The Extra Bead on the Mala
Eat, Pray, Love can make room for contemporary women’s internal revolutions not only in the lives of individuals like myself, but in the collective spaces of a classroom. In a country that has benefitted from the many waves of the women’s rights movement, much of the pressure to keep families together, to make everyone happy, to maintain the status quo, to do well, to succeed continues to be placed on women. Recently, I discussed the book (and this article) at a dinner with a group of women academics in various disciplines. They all enjoyed the book and seemed to appreciate the narrative’s renewed challenge for women to liberate themselves on a deeper level. If we are ever going to be genuinely happy, we need to understand and realize our selves independent of mainstream social expectations. And that’s what Gilbert’s book helps many of her readers to do; she provides a template and each person who reads it fills in their own blanks. Hence, the power of Eat, Pray, Love.

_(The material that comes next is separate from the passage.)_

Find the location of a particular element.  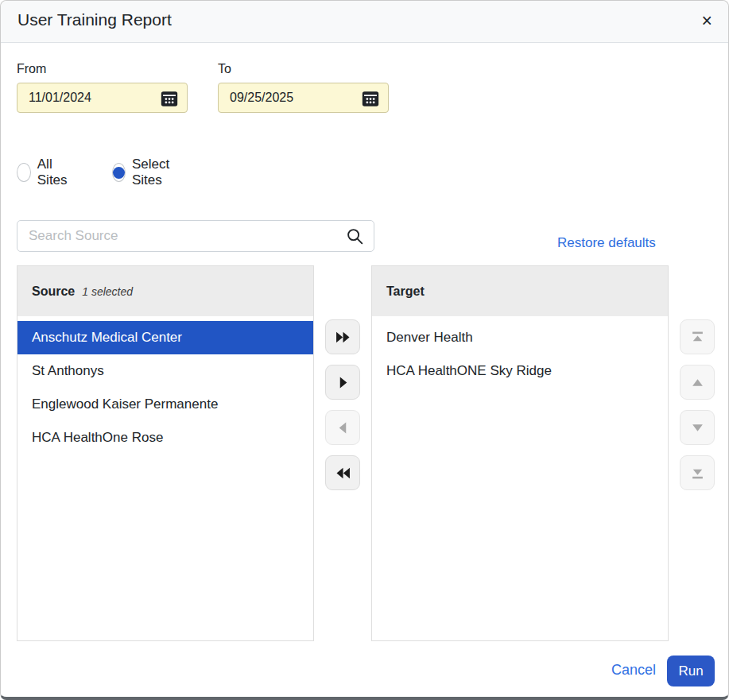

list-item: HCA HealthONE Sky Ridge is located at coordinates (520, 371).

In the Metta Sutta quoted at the beginning of this article, Buddha declares a goal of “radiating kindness over the entire world.” If my own conversations about this book are any indication, Gilbert’s book, which has been translated into thirty-two languages, has lit a lamp in people’s hearts all over the world. In Teaching to Transgress, hooks asserts that her book is an “intervention” (10) intended to disrupt the status quo and to improve our academic environment. I would argue that Eat, Pray, Love can also operate as an intervention in the lives of people who read it. Both Gilbert and hooks, authors from radically different contexts and upbringings, grappled with Eastern philosophy (one Hindu yoga, one Buddhism) and came out with the same message. Make a commitment to practice loving-kindness toward yourself and others and watch the revolution happen. With them, I exclaim: “Attraversiamo! Let’s cross over!”
Works Cited
- “The books most borrowed in U.S. libraries” Library Journal. 15 February 2008: 148.
- Chödrön, Pema. When Things Fall Apart: Heart Advice for Difficult Times. Boston: Shambala, 2000.

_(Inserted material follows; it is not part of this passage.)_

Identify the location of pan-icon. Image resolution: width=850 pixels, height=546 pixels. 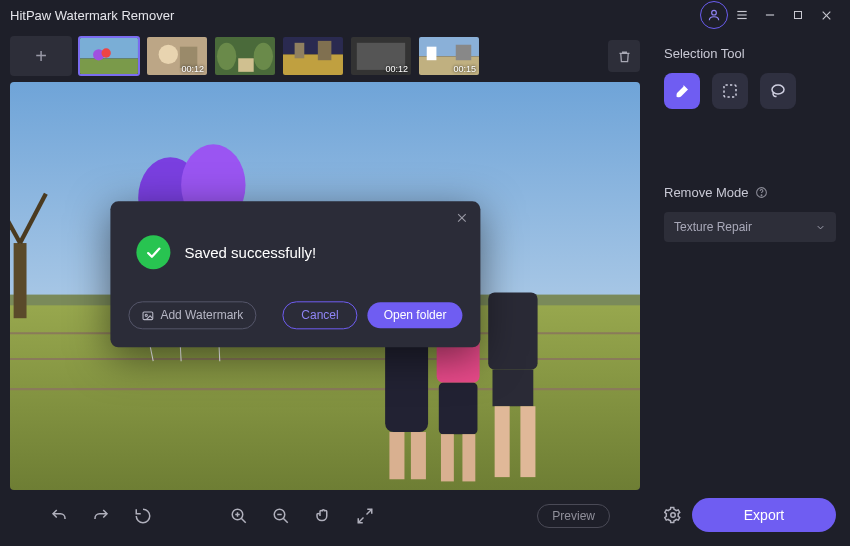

- Gilbert, Elizabeth. Eat, Pray, Love. New York: Penguin, 2006.
- hooks, bell. Teaching to Transgress: Education as the Practice of Freedom. New York: Routledge, 1994.
- Memmott, Carol. “Is she, pray tell, self-absorbed or true seeker?” USA Today. 7 February 2008: 01d.
- Orr, Deborah. “The Uses of Mindfulness in Anti-oppressive Pedagogies: Philosophy and Praxis.” Canadian Journal of Education. 27.4 (2002): 477-90.
- Salzburg, Sharon. Lovingkindness: The Revolutionary Art of Happiness. Boston: Shambala, 2002.
- Schroeder, John. Skillful Means: The Heart of Buddhist Compassion. Honolulu: University of Hawaii Press, 2001.
- Sedgwick, Eve Kosofsky. Touching, Feeling: Affect, Pedagogy and Performativity. Chapel Hill: Duke UP, 2003.
- Thich Nhat Hanh. Interbeing: Fourteen Guidelines for Engaged Buddhism. Berkeley, CA: Parallax P, 1998.
- “What They’re Reading on College Campuses.” Chronicle of Higher Education. 28 March2008: A7. Online.